Besides, I didn't want to go inside for any purpose. I might run into Miles-and I didn't want any truck with a dead man.
Pete finally stopped in front of me about three feet out of reach.
”Mrrrowrr?” he said -meaning, ”Let's go back and clean out the joint. You hit 'em high, I'll hit 'em low.”
”No, boy. The show is over.”
”Aw, c'mahnnn!”
”Time to go home, Pete. Come to Danny.”
He sat down and started to wash himself. When he looked up, I put my arms out and he jumped into them. ”Kwleert?” (”Where the h.e.l.l were you when the riot started?”) I carried him back to the car and dumped him in the driver's s.p.a.ce, which was all there was left. He sniffed the hardware on his accustomed place and looked around reproachfully. ”You'll have to sit in my lap,” I said. ”Quit being fussy.”
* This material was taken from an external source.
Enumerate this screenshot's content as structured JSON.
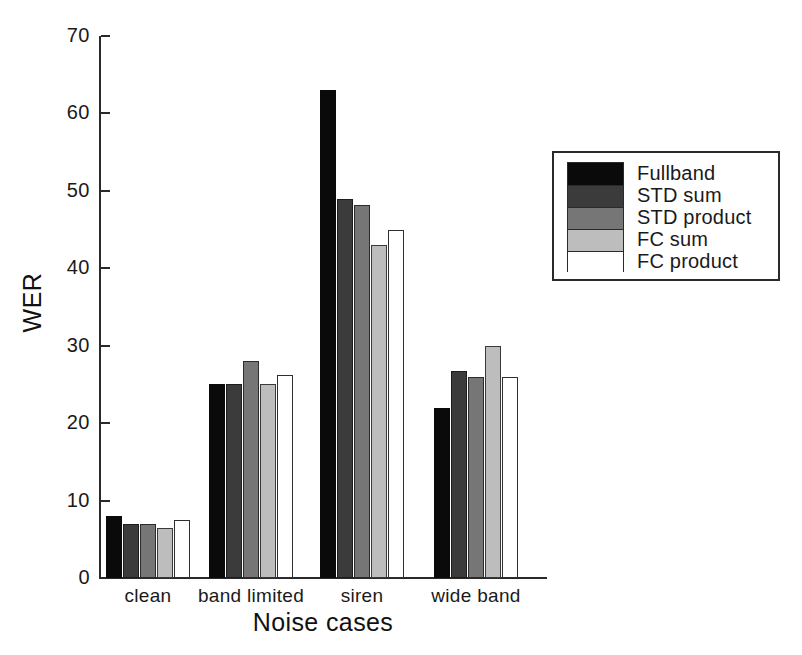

I switched on the car's lights as we hit the street. Then I turned east and headed for Big Bear and the Girl Scout camp. I chucked away enough of Frank in the first ten minutes to permit Pete to resume his rightful place, which suited us both better. When I had the floor clear, several miles later, I stopped and shoved the notes and drawings down a storm drain. The wheel-chair cha.s.sis I did not get rid of until we were actually in the mountains, then it went down a deep arroyo, making a nice sound effect.
About three in the morning I pulled into a motor court across the mad and down a bit from the turnoff into the Girl Scout camp, and paid too much for a cabin-Pete almost queered it by sticking his head up and making a comment when the owner came out.
”What time,” I asked him, ”does the morning mail from Los Angeles get up here?”
”Helicopter comes in at seven-thirteen, right on the dot.”
”Fine. Give me a call at seven, will you?”
”Mister, if you can sleep as late as seven around here you're better than I am. But I'll put you in the book.”
By eight o'clock Pete and I had eaten breakfast and I had showered and shaved. I looked Pete over in daylight and concluded that he had come through the battle undamaged except for possibly a bruise or two. We checked out and I drove into the private road for the camp. Uncle Sam's truck turned in just ahead of me; I decided that it was my day.
I never saw so many little girls in my life. They skittered like kittens and they all looked alike in their green uniforms. Those I pa.s.sed wanted to look at Pete, though most of them just stared shyly and did not approach. I went to a cabin marked ”Headquarters,” where I spoke to another uniformed scout who was decidedly no longer a girl.
She was properly suspicious of me; strange men who want to be allowed to visit little girls just turning into big girls should always be suspected.
I explained that I was the child's uncle, Daniel B. Davis by name, and that I had a message for the child concerning her family. She countered with the statement that visitors other than parents were permitted only when accompanied by a parent and, in any case, visiting hours were not until four o'clock.
”I don't want to visit with Frederica, but I must give her this message. It's an emergency.”
”In that case you can write it out and I will give it to her as soon as she is through with rhythm games.”